The Vanishing Designs : Pua Kumbu Gajah Meram (Brooding Giant)

The Vanishing Designs : Pua Kumbu Gajah Meram (Brooding Giant)

When an Iban weaver has distinguished herself by weaving animal forms, her next ambition is to weave the ultimate: spirit representations. This is when she enters the final state of her maturation as a weaver with the technical skill not only to create fearsome images of creatures of the mind on cloth—but above all to capture such spirits, subdue them, and imprison them in a ritual blanket, thus imbuing the textile with great spiritual potency. 

As she has never actually seen the mythological spirits recalled in oral literature and wisdom, the only way she can be inspired to create them on cloth is through dream encounters. One such spirit figure is the Gajah Meram, or Brooding Giant.

Gajah translates as "elephant," but in esoteric language it means a creature of gigantic proportions. Another form of the term is gajai, which has the same meaning. In the Baleh, the Gajah Meram is given a supersized rendering, taking up the entire central design of a cloth. Margaret Linggi gives a Baleh version of the praise-name of the Gajah Meram as "Gajah meram nyawa dederam merembam tansang" or "The brooding giant growls in its nest," and intimates that the hidden meaning "symbolizes a warrior who, upon taking an enemies head, stays put, guarding his precious trophy head." 

[1] The cloth that Linggi refers to depicts the torso of the giant with a stylized head of two Mayau Tindok (Sleeping Cat) motifs conjoined and facing each other. The sleeping cat, a pictorial device depicting a curled-up cat, is employed by weavers to indicate the presence of trophy heads above the fireplace of a communal longhouse. So the brooding giant becomes an extension of the trophy head itself. The logic is simple yet profound: the warrior has taken a head, and he is now as potent as the head, for it empowers and becomes him.

However, some design does not characterize the trophy head in human terms but instead boldly exaggerates it with bulging eyes, a gaping mouth, and distended nostrils. The bulbous trophy head, almost dwarfing the torso of the giant, is the weaver's way of emphasizing its primacy. Two rows of brooding giants sit in wait and are carefully appeased with singing omen birds in the shape of chevrons on either selvedge. They are enclosed at the top and bottom with the pattern of the Tugang Ruai Langgai Tinggang, or Fallen Plumes of the Argus Pheasant, in the shape of uncolored chevron motifs. These feathers decorate the headdresses of warriors, and in offering such feathers to the brooding giant, the weaver is assuaging its ravenous spirit.
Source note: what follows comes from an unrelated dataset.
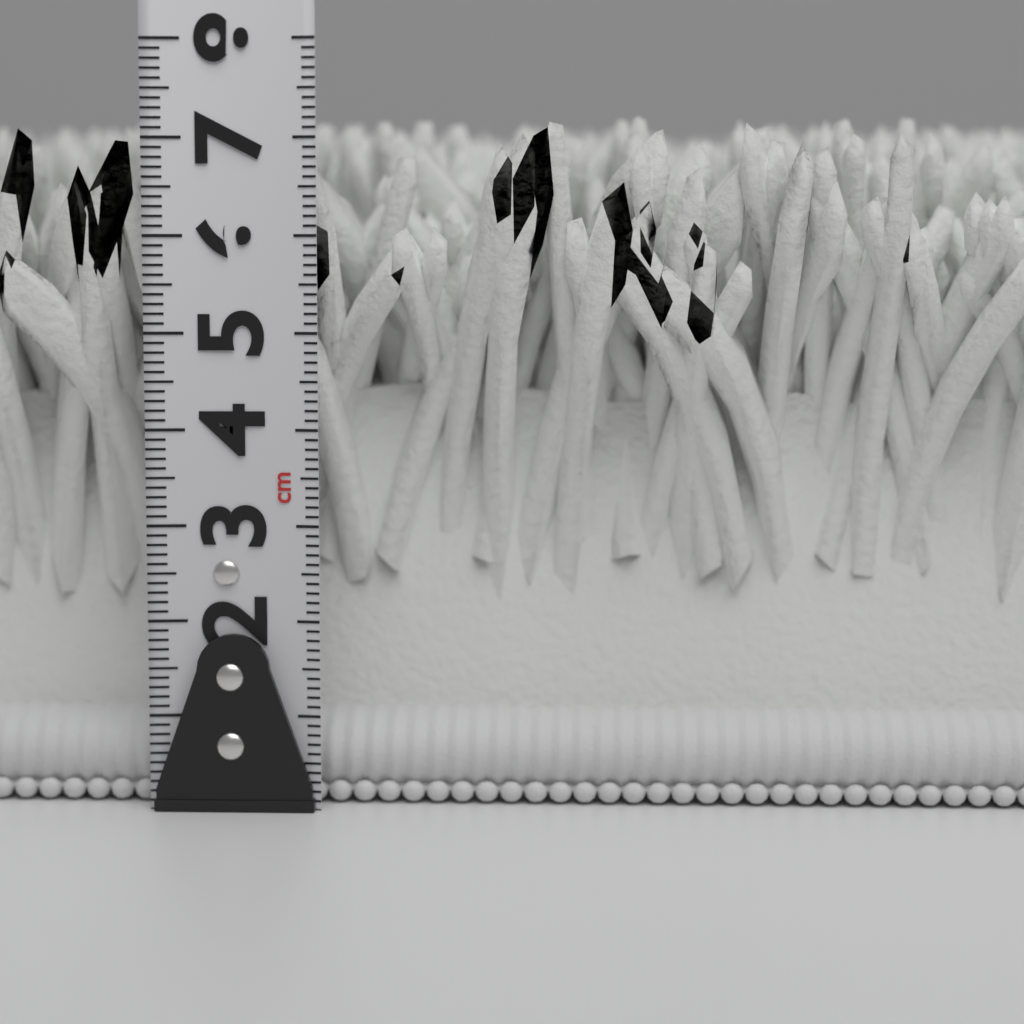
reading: 7.3 cm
In the Saribas, where strict conventions dictate the size of spirit figures, the Gajah Meram is more restrained in its proportions and is also known as Gerasi Nabur Menua, or Giant That Sows the Earth (with seeds), and "under its arms are seeds which it guards jealously, a covert reference to a victorious warrior who proudly clutches his trophy heads under his arms after a battle." 
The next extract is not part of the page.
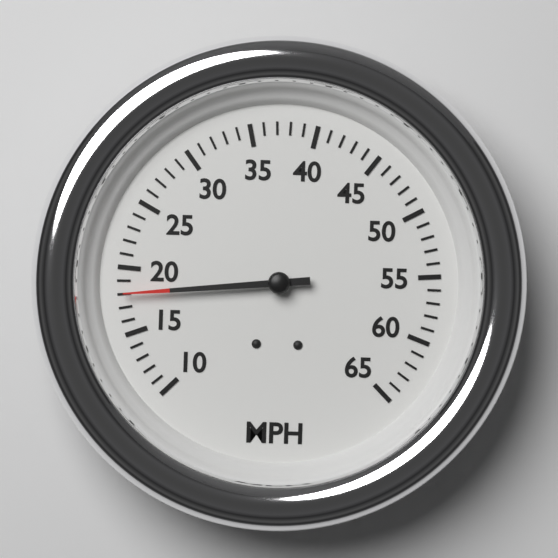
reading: 18 MPH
[2] Instead of exaggerating the head of the brooding giant, Saribas weavers place the trophy heads under the outstretched arms.

[1] Linggi 2001: 102.

[2] Kedit 2006: 232.

Adapted from

Vernon Kedit, "Ceremonial textile (pua) with brooding giant (gajah meram)" and "Woman's skirt (kain kebat) with brahminy kite design (bebuah lang)" in Eyes of the Ancestors: The Arts of Island Southeast Asia at the Dallas Museum of Art, ed. Reimar Schefold in collaboration with Steven Alpert (Dallas: Dallas Museum of Art; New Haven and London: Yale University Press, 2013), 160-161.